We are home, for three weeks. Although we munched Connecticut-grown Macoun apples while zipping south on the New Jersey turnpike, we haven't needed much else in the way of food today. It was that breakfast near Manasquan, coastal NJ, in a local dive called Mariners' Cove. They offered 200+ omelettes, described on a tabloid-sized menu, and while the spoons per se were not greasy, the food decidedly was. Still, it was clearly popular with the locals, and a steady crew moved in and out while we ate. Nevermind that they were all men, every one of whom looked like he must have bellowed "STELLAAAA!" out his side door before giving up and hitting The Cove. Stella, apparently, was not forthcoming with the breakfast this morning.
So, yes...in three weeks it's back up by Amtrak, for Family Weekend, with my mom in tow. It's a busy Fall. Yesterday, tooling from Connecticut to Jersey, I experienced one of those moments of clairvoyance that I don't quite believe in. Despite the fact that they seem to always end up true. I don't believe in clairvoyance, (or, leastwise, I am stubbornly determined not to,) but my record--skepticism or not--is hard to argue with. If everything turns out fine (at least according to current norms,) and the status is quo after this Fall, then I'll laugh at clairvoyance and tell it I knew it was full of beans. But here's what it says: It's that the busyness of this Fall is my instinctive (almost primordial) reaction to realizing that Jeff's and my time to do this stuff together is drawing to a rapid close. He is going functionally blind, and I sense the pitch of the decline to be growing more acute.
Functionally blind a la Benson's syndrome, of course, bears only surface resemblance to eyes that don't work. A blind person can compensate by means of sharp senses and a clever mind. A victim of Posterior Cortical Atrophy cannot. His cognition is petering out across the board, and when he cannot identify a butter knife as a butter knife there is little he can do to work around that.
I knew about the incident in which he could not, momentarily, identify his brother. I've since learned it happened two weeks earlier as well, with his sister. When he cannot peg me on sight, I don't think all will be lost. He's okay with being told, and accepts what you tell him with comfort and trust. But not knowing family, running into doors, almost eating butter wrappers, and falling over curbs are merely opening volleys in a condition that's poised to worsen exponentially, and--as it does--all bets are off vis-a-vis just what we can expect to do, outside of the safest and most carefully arranged of environments.
How I will manage, and what services I may seek to employ--not yet known. Clairvoyance doesn't like to fill in the details that way. (And trust me...I still don't trust it.)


### Aim of the exercise
Give back the full set of entries that follows, exactly as written.

Stored data
-*-
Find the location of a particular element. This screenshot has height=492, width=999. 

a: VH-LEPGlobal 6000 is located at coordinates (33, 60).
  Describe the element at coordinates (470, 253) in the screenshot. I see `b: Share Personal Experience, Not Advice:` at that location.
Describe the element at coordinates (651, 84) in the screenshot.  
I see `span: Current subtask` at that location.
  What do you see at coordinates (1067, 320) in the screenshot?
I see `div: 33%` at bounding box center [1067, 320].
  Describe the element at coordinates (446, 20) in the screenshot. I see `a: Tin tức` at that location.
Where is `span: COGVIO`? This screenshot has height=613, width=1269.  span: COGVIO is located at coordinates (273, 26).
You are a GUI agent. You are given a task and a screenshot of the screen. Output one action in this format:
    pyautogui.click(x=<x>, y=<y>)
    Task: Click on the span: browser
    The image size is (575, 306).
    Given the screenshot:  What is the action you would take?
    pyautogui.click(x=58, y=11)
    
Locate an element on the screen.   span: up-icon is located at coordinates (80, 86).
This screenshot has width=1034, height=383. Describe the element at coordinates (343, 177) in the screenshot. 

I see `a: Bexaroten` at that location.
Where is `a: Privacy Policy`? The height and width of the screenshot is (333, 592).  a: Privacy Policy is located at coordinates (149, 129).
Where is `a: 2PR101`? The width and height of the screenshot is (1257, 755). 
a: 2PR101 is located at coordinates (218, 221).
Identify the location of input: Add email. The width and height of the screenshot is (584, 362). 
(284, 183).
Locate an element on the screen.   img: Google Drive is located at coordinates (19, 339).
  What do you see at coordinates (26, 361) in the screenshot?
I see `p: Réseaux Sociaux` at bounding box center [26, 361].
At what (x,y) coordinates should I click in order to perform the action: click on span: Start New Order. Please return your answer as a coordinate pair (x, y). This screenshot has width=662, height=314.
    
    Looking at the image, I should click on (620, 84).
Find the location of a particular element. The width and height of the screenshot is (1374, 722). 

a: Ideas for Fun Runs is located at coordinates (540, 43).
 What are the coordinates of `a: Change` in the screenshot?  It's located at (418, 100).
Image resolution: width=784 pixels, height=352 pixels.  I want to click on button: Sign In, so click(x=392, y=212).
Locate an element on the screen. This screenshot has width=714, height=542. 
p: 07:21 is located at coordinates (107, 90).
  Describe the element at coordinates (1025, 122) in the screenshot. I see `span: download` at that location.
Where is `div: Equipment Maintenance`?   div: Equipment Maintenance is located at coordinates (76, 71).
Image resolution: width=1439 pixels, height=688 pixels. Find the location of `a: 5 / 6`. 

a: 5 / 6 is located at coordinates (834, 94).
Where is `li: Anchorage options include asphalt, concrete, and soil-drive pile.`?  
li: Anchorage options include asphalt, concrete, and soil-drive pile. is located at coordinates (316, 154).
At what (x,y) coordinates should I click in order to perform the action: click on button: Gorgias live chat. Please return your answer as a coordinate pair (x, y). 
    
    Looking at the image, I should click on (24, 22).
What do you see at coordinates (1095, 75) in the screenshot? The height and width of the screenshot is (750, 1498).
-*-
### Reply to the task
Find the location of a particular element. This screenshot has height=492, width=999. 

a: VH-LEPGlobal 6000 is located at coordinates (33, 60).
  Describe the element at coordinates (470, 253) in the screenshot. I see `b: Share Personal Experience, Not Advice:` at that location.
Describe the element at coordinates (651, 84) in the screenshot.  
I see `span: Current subtask` at that location.
  What do you see at coordinates (1067, 320) in the screenshot?
I see `div: 33%` at bounding box center [1067, 320].
  Describe the element at coordinates (446, 20) in the screenshot. I see `a: Tin tức` at that location.
Where is `span: COGVIO`? This screenshot has height=613, width=1269.  span: COGVIO is located at coordinates (273, 26).
You are a GUI agent. You are given a task and a screenshot of the screen. Output one action in this format:
    pyautogui.click(x=<x>, y=<y>)
    Task: Click on the span: browser
    The image size is (575, 306).
    Given the screenshot:  What is the action you would take?
    pyautogui.click(x=58, y=11)
    
Locate an element on the screen.   span: up-icon is located at coordinates (80, 86).
This screenshot has width=1034, height=383. Describe the element at coordinates (343, 177) in the screenshot. 

I see `a: Bexaroten` at that location.
Where is `a: Privacy Policy`? The height and width of the screenshot is (333, 592).  a: Privacy Policy is located at coordinates (149, 129).
Where is `a: 2PR101`? The width and height of the screenshot is (1257, 755). 
a: 2PR101 is located at coordinates (218, 221).
Identify the location of input: Add email. The width and height of the screenshot is (584, 362). 
(284, 183).
Locate an element on the screen.   img: Google Drive is located at coordinates (19, 339).
  What do you see at coordinates (26, 361) in the screenshot?
I see `p: Réseaux Sociaux` at bounding box center [26, 361].
At what (x,y) coordinates should I click in order to perform the action: click on span: Start New Order. Please return your answer as a coordinate pair (x, y). This screenshot has width=662, height=314.
    
    Looking at the image, I should click on (620, 84).
Find the location of a particular element. The width and height of the screenshot is (1374, 722). 

a: Ideas for Fun Runs is located at coordinates (540, 43).
 What are the coordinates of `a: Change` in the screenshot?  It's located at (418, 100).
Image resolution: width=784 pixels, height=352 pixels.  I want to click on button: Sign In, so click(x=392, y=212).
Locate an element on the screen. This screenshot has width=714, height=542. 
p: 07:21 is located at coordinates (107, 90).
  Describe the element at coordinates (1025, 122) in the screenshot. I see `span: download` at that location.
Where is `div: Equipment Maintenance`?   div: Equipment Maintenance is located at coordinates (76, 71).
Image resolution: width=1439 pixels, height=688 pixels. Find the location of `a: 5 / 6`. 

a: 5 / 6 is located at coordinates (834, 94).
Where is `li: Anchorage options include asphalt, concrete, and soil-drive pile.`?  
li: Anchorage options include asphalt, concrete, and soil-drive pile. is located at coordinates (316, 154).
At what (x,y) coordinates should I click in order to perform the action: click on button: Gorgias live chat. Please return your answer as a coordinate pair (x, y). 
    
    Looking at the image, I should click on (24, 22).
What do you see at coordinates (1095, 75) in the screenshot? The height and width of the screenshot is (750, 1498).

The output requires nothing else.